Chapter 5 of Wall Street Swastika: Life on a Chinese Junk Boat
“Dora, they met me at the stage door!” Rita Jolivet exclaimed, throwing her arms around her best friend, Mrs. Byrne. “I couldn’t believe it. They practically dragged me out of the dressing room. I couldn’t even scream. They clapped their hands over my mouth.”

Winston, Edward, and Dora took Rita Jolivet in the tender back across the bay to the cruise ship still docked in the harbor with everybody aboard staring at them. When they disembarked on deck 1 Dora handed a tip to the nearest valet to get a cabin ready for Rita —- whatever was still available it didn’t matter. She was obviously sailing with them the rest of the way to Southampton for the next four days.
Dora took her back to the cabin she was sharing with Edward to change. Edward and Churchill made themselves scarce in the bar next to the dining room before dinner. As Rita used Dora’s shower, Dora searched for anything that Rita might want to wear. The two friends took the same size so it was convenient as far as that was concerned.
At dinner Rita chatted on and on about the way she was thrown into a car that speeded through New York to the harbor and threw her on a Chinese junk boat headed north. it was a regular commercial ship that made deliveries of supplies and materials. The ship’s crew had been all male. She had been caged in the hold of the ship. The crew had tossed her scraps of food to eat when they were finished with their meals. It did not matter how much she pleaded with them to let her go, they could not understand a word she was saying. After all, they spoke only Chinese.
She was hauled off the ship last night in the middle of the night. She had fallen into a restless slumber only to be rudely awakened and manhandled as she screamed and pleaded to be told what was going on, though she knew they could not understand her. She was dragged up to the top deck of the Chinese junk boat and thrown overboard to men in a small craft below. They were the German spies who had captured her at her stage door to begin with! She supposed they had also sailed on the Chinese junk boat. She just had not seen them until now.
They took her across the bay to the lighthouse and kept her in the lighthouse keeper’s old quarters locked up until more German spies came to help them. It did not matter if she screamed and pounded on the old wooden door with rusty hinges. On an island far away from other humans in a deserted lighthouse no one could hear her.
“They must have kept me locked up there until they had your attention!” Rita speculated as she dove into her platter of roast beef with Yorkshire pudding served on a big platter in the main dining room for first class. They saw you on deck eating. I remember now.” She put down her fork for a second as they served her a second helping of wine with her meal. “I know a little German. They were talking about Winston Churchill and Edward Ware. Apparently this was all for your benefit, a show of strength for the Nazi Party leader.” Rita visibly shivered.
Dora nodded. She expected that much. They must have been sent from Germany by Hitler.
“Then they forced me all the way up the spiral staircase to the very top of the lighthouse. When I refused to walk and fell down, they poked me with the butts of their pistols until I walked faster. At that point I didn’t care if I lived or died. I just wanted to escape their malicious, abusive hands.”
Dora could only imagine how horrible the experience had been.
“You poor woman!” Churchill patted her arm. “What we don’t all suffer in the hands of the wily German head of the Nazi Party. “The Wall Street crash was the worst possible thing that could have happened. Now he will take advantage of the world wide panic and fear to push his awful political program.”
Winston winced and asked for a Romeo y Julieta Cuban cigar.
“You don’t have to recount what it was like to be pushed off the top of the lighthouse!” Dora said sympathetically. “I can imagine.”
“I just could not believe that a group of men would do that to a poor defenseless woman such as myself!” She took out her handkerchief and dabbed her eyes.
“The most important thing we need to know from you now,” Edward interrupted her. “Is this. Could you identify these spies if you saw them again?”
Rita nodded right away. She pointed across the room. “There are the rats right there!” She accused them. “They are all gathered around that table at the entrance to the dining room. They are all drinking and having a jolly good time. Even the one you shot seems to be there somehow. The bastards!”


# [Your goal]
The entire set of lines below should be copied exactly.

** Opening Input for this task block **

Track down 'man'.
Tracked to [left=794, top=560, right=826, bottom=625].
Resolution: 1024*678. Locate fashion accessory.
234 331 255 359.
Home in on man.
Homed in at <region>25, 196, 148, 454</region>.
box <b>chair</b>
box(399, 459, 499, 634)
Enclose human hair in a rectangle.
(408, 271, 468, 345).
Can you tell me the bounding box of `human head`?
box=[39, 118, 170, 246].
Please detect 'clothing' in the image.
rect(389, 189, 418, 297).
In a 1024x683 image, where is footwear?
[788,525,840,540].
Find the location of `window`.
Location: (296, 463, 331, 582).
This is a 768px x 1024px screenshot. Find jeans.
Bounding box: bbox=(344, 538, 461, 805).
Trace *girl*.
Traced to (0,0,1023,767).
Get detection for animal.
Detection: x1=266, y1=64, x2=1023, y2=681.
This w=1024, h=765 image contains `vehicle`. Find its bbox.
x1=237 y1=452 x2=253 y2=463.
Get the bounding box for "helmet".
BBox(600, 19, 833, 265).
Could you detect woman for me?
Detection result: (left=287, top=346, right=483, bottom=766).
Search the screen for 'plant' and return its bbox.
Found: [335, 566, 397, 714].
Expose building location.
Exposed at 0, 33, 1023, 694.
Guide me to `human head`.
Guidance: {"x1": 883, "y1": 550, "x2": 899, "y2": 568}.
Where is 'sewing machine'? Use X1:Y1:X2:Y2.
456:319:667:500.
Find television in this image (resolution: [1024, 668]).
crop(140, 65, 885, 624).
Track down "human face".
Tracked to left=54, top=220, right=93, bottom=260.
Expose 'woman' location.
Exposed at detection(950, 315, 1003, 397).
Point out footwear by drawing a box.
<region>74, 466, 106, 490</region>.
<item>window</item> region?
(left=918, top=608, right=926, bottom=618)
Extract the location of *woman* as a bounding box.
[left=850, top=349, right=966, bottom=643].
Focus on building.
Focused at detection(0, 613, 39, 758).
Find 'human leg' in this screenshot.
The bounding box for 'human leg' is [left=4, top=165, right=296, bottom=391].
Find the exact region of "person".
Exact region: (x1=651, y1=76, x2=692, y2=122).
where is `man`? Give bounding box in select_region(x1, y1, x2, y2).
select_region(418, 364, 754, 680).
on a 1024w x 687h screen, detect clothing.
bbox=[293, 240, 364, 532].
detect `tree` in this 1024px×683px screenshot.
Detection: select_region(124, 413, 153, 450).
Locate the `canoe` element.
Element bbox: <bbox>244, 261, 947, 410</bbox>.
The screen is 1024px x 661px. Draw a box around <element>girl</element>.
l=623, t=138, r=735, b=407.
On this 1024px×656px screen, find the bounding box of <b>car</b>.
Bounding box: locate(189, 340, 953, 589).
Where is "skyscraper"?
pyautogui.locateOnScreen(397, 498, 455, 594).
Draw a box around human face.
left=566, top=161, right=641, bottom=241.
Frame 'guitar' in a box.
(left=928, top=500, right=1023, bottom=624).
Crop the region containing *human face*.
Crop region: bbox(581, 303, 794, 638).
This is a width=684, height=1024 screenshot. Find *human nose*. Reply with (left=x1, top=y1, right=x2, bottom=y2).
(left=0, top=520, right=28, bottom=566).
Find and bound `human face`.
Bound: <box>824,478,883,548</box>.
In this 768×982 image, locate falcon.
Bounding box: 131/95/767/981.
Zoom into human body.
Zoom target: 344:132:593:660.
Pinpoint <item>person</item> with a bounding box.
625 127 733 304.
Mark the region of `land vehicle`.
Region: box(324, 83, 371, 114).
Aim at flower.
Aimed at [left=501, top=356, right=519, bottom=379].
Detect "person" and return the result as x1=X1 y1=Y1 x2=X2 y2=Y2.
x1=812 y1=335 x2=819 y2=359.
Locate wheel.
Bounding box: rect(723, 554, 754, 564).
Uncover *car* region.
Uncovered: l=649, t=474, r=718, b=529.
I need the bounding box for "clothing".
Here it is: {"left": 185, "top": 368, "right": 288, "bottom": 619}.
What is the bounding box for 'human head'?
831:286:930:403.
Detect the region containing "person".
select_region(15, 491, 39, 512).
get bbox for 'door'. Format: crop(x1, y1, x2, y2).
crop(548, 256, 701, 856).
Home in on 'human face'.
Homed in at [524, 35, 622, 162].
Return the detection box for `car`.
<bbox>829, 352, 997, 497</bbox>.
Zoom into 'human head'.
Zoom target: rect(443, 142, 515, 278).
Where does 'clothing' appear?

** Closing Input for this task block **

# [Exercise solution]
Track down 'man'.
Tracked to [left=794, top=560, right=826, bottom=625].
Resolution: 1024*678. Locate fashion accessory.
234 331 255 359.
Home in on man.
Homed in at <region>25, 196, 148, 454</region>.
box <b>chair</b>
box(399, 459, 499, 634)
Enclose human hair in a rectangle.
(408, 271, 468, 345).
Can you tell me the bounding box of `human head`?
box=[39, 118, 170, 246].
Please detect 'clothing' in the image.
rect(389, 189, 418, 297).
In a 1024x683 image, where is footwear?
[788,525,840,540].
Find the location of `window`.
Location: (296, 463, 331, 582).
This is a 768px x 1024px screenshot. Find jeans.
Bounding box: bbox=(344, 538, 461, 805).
Trace *girl*.
Traced to (0,0,1023,767).
Get detection for animal.
Detection: x1=266, y1=64, x2=1023, y2=681.
This w=1024, h=765 image contains `vehicle`. Find its bbox.
x1=237 y1=452 x2=253 y2=463.
Get the bounding box for "helmet".
BBox(600, 19, 833, 265).
Could you detect woman for me?
Detection result: (left=287, top=346, right=483, bottom=766).
Search the screen for 'plant' and return its bbox.
Found: [335, 566, 397, 714].
Expose building location.
Exposed at 0, 33, 1023, 694.
Guide me to `human head`.
Guidance: {"x1": 883, "y1": 550, "x2": 899, "y2": 568}.
Where is 'sewing machine'? Use X1:Y1:X2:Y2.
456:319:667:500.
Find television in this image (resolution: [1024, 668]).
crop(140, 65, 885, 624).
Track down "human face".
Tracked to left=54, top=220, right=93, bottom=260.
Expose 'woman' location.
Exposed at detection(950, 315, 1003, 397).
Point out footwear by drawing a box.
<region>74, 466, 106, 490</region>.
<item>window</item> region?
(left=918, top=608, right=926, bottom=618)
Extract the location of *woman* as a bounding box.
[left=850, top=349, right=966, bottom=643].
Focus on building.
Focused at detection(0, 613, 39, 758).
Find 'human leg' in this screenshot.
The bounding box for 'human leg' is [left=4, top=165, right=296, bottom=391].
Find the exact region of "person".
Exact region: (x1=651, y1=76, x2=692, y2=122).
where is `man`? Give bounding box in select_region(x1, y1, x2, y2).
select_region(418, 364, 754, 680).
on a 1024w x 687h screen, detect clothing.
bbox=[293, 240, 364, 532].
detect `tree` in this 1024px×683px screenshot.
Detection: select_region(124, 413, 153, 450).
Locate the `canoe` element.
Element bbox: <bbox>244, 261, 947, 410</bbox>.
The screen is 1024px x 661px. Draw a box around <element>girl</element>.
l=623, t=138, r=735, b=407.
On this 1024px×656px screen, find the bounding box of <b>car</b>.
Bounding box: locate(189, 340, 953, 589).
Where is "skyscraper"?
pyautogui.locateOnScreen(397, 498, 455, 594).
Draw a box around human face.
left=566, top=161, right=641, bottom=241.
Frame 'guitar' in a box.
(left=928, top=500, right=1023, bottom=624).
Crop the region containing *human face*.
Crop region: bbox(581, 303, 794, 638).
This is a width=684, height=1024 screenshot. Find *human nose*. Reply with (left=x1, top=y1, right=x2, bottom=y2).
(left=0, top=520, right=28, bottom=566).
Find and bound `human face`.
Bound: <box>824,478,883,548</box>.
In this 768×982 image, locate falcon.
Bounding box: 131/95/767/981.
Zoom into human body.
Zoom target: 344:132:593:660.
Pinpoint <item>person</item> with a bounding box.
625 127 733 304.
Mark the region of `land vehicle`.
Region: box(324, 83, 371, 114).
Aim at flower.
Aimed at [left=501, top=356, right=519, bottom=379].
Detect "person" and return the result as x1=X1 y1=Y1 x2=X2 y2=Y2.
x1=812 y1=335 x2=819 y2=359.
Locate wheel.
Bounding box: rect(723, 554, 754, 564).
Uncover *car* region.
Uncovered: l=649, t=474, r=718, b=529.
I need the bounding box for "clothing".
Here it is: {"left": 185, "top": 368, "right": 288, "bottom": 619}.
What is the bounding box for 'human head'?
831:286:930:403.
Detect the region containing "person".
select_region(15, 491, 39, 512).
get bbox for 'door'. Format: crop(x1, y1, x2, y2).
crop(548, 256, 701, 856).
Home in on 'human face'.
Homed in at [524, 35, 622, 162].
Return the detection box for `car`.
<bbox>829, 352, 997, 497</bbox>.
Zoom into 'human head'.
Zoom target: rect(443, 142, 515, 278).
Where does 'clothing' appear?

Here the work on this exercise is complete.